>I have it marked and I'm watching for the fall-out. I don't expect it to massive and sudden. I expect that slowly but surely people will drift away from Microsoft and one day MS will wake up and notice the drift. Competitors cannot easily pull customers from Microsoft. But Microsoft can certainly push customers away.
Of course. For those of us that are already tied up with MS software it's difficult to switch; but for people coming on-stream, I no longer see debates on the merits of a MS compiler vs another. The automatic choice is the alternative.
>And I believe they'll adjust to bring people back to them. Gates is a champion. He ~must~ win. It's just that right now I think they're taking steps that will make many [honest] customers furious.
BG has picked his hill to die on; I think it's .NET.
It reminds me of the 80's when successful companies were gobbling up competitors and embarking on questionable initiatives (sort of like the past .COM frenzy), and in the end had nothing to show for it except a lot of red ink.

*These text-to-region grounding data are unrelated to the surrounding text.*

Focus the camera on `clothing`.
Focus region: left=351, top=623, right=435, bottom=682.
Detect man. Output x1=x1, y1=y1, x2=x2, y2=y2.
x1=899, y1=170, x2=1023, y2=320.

Considering the resources that could have been spent "getting along and surpassing", and that have instead been squandered (IMO) to make another (not better) mouse-trap, I think MS has lost its vision and is now simply out to "win" at all costs. Most of the stuff MS is now producing is rapidly starting to pale compared to what the "community" is producing; MS should spend more time being innovative instead of "competitive". They're turning into another Computer Associates.